BREAKING: major connection in Mexico - Carrizo joins Sistema Huautla

David Rose

Active member
I've just come back from a fantastic two weeks with the Proyecto Speleologico Sistema Huautla, the continuing exploration of the deepest cave in the Americas, led by the veteran Texan explorer Bill Steele. Until last night the system was about 76km long.

On my first trip I helped survey an upstream lead near the bottom of the entrance series, which had been looked at solo by the legendary Tennessee-Alabama-Georgia and Mexico caver Richard Schreiber, who passed away in 1991. To our surprise, a little beyond the furthest point Schreiber reached we crossed an underground watershed into a streamway heading down in the opposite direction from the rest of the known cave. We called our new series 'Spirit of Schreiber' in his honour.

Via pitches of 35m, 105m, 10m, 10m and 150m (the last shaft dubbed 'The British Invasion') we connected this to another cave, Nita N?Tau, so bringing Carrizo?s length to about 8km. Then, after spending several days enlarging the tiny rift which was the main outlet from the huge chamber at the bottom of the 150m pitch where the two caves unite, we discovered a fantastic descending canyon in beautiful green and black marble. On my last 24 hour trip last weekend we got through the rift and ran out of rope after a further 150m of descent. It was heading straight for an aven in La Grieta, part of the Sistema Huautla, so if it kept going, it was clearly a significant find. Very exciting caving!

Bill just texted me. The next team in 'went down a 60 degree angle shaft series until they came to an awesome 50 m freefall shaft with a breakdown floor. Mexican caver Adrian Miguel Nieto pushed through breakdown to a crawlway with tight spots and came out into passage in La Grieta close to Mazateca Shores where Camp 2 is. He returned to Ellie Watson and Rich Zarria and said, ?I saw a rope.?' The connection was made at midnight on Wednesday, local time.

A great achievement and a tribute to Bill's superb organisational skills - this is still a remote area, where putting cavers into caves is no simple matter. Kudos to all concerned! 
 

Jopo

Active member
Sounds like a major event and 'The British Invasion' indicates that the Brits were well represented.
No doubt there will be a video and report out in due course. Well done all.

Jopo
 

chunky

Well-known member
Sounds awsome. Congratulations to all involved.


Task goal: For the records below, print the lines from the line with "At what (x,y)" through the line with "is (1173, 589)." exactly as written; include both end lines and exclude the rest.

Information shown:
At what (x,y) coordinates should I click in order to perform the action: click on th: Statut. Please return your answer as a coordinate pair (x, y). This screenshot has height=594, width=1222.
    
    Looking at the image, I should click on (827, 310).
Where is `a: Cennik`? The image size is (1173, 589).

* * *

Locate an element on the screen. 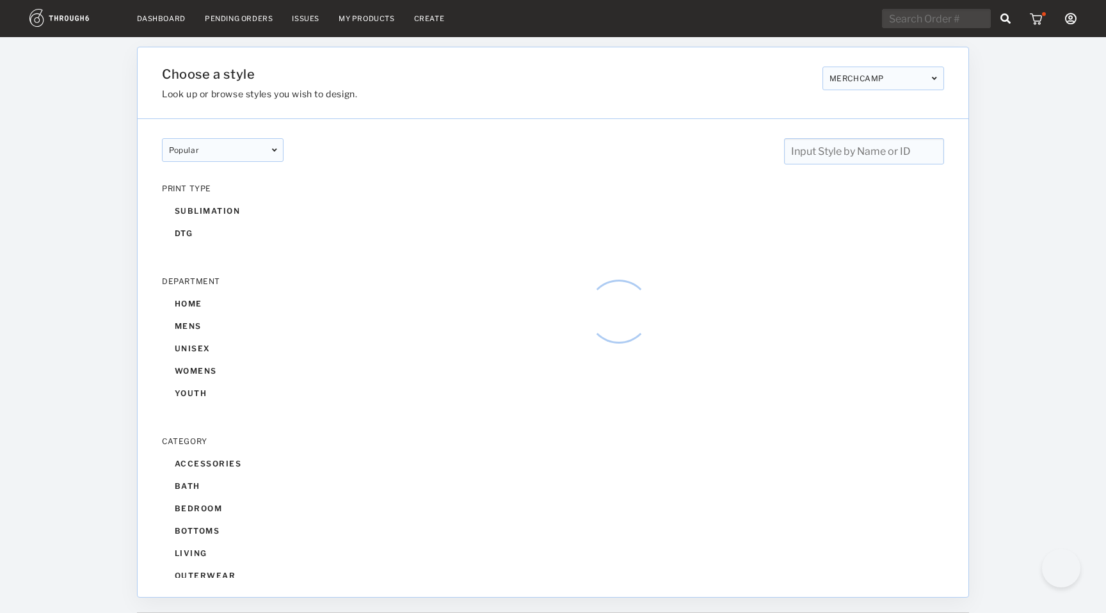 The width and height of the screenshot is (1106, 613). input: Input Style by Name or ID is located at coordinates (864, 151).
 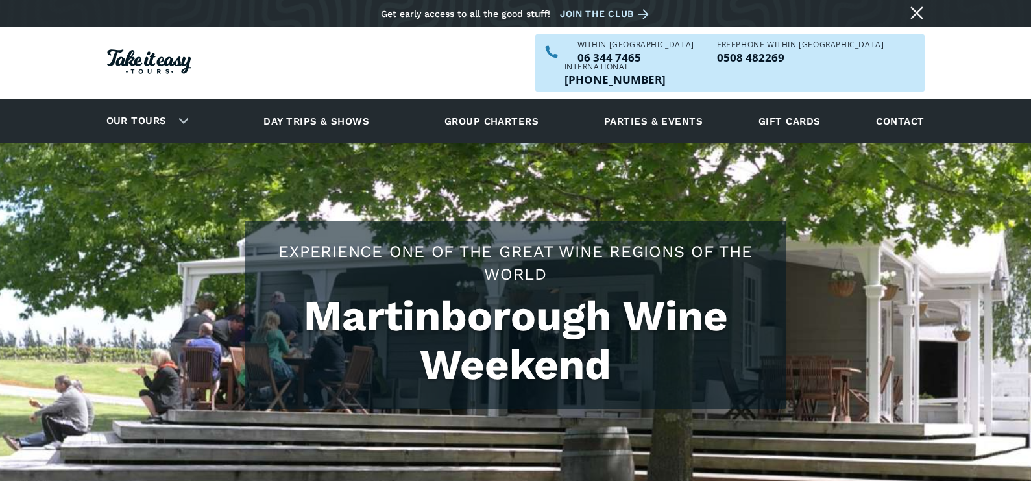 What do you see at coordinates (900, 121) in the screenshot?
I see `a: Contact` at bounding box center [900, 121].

==

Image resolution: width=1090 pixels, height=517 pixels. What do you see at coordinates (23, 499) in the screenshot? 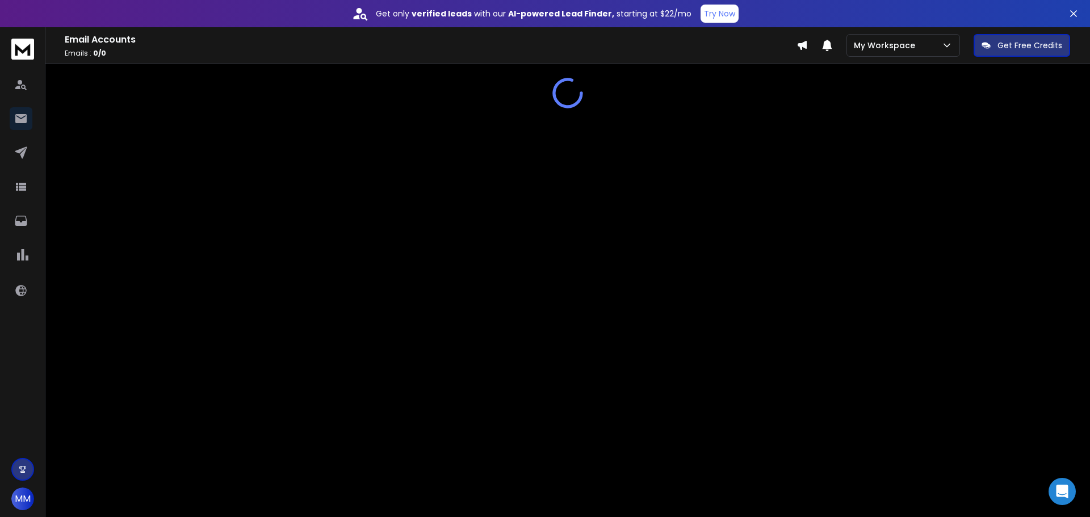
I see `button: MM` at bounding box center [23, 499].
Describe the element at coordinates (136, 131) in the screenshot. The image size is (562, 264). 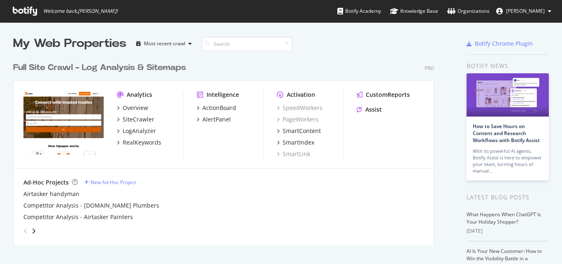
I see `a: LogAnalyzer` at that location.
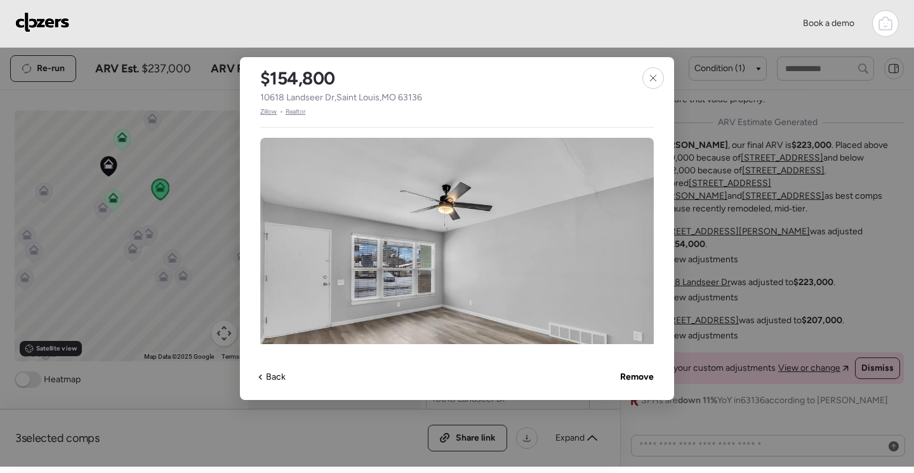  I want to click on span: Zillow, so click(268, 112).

Completed task:
At what (x,y) coordinates should I click in order to perform the action: click on th: Statut. Please return your answer as a coordinate pair (x, y). This screenshot has height=594, width=1222.
    
    Looking at the image, I should click on (827, 310).
Where is `a: Cennik`? The image size is (1173, 589).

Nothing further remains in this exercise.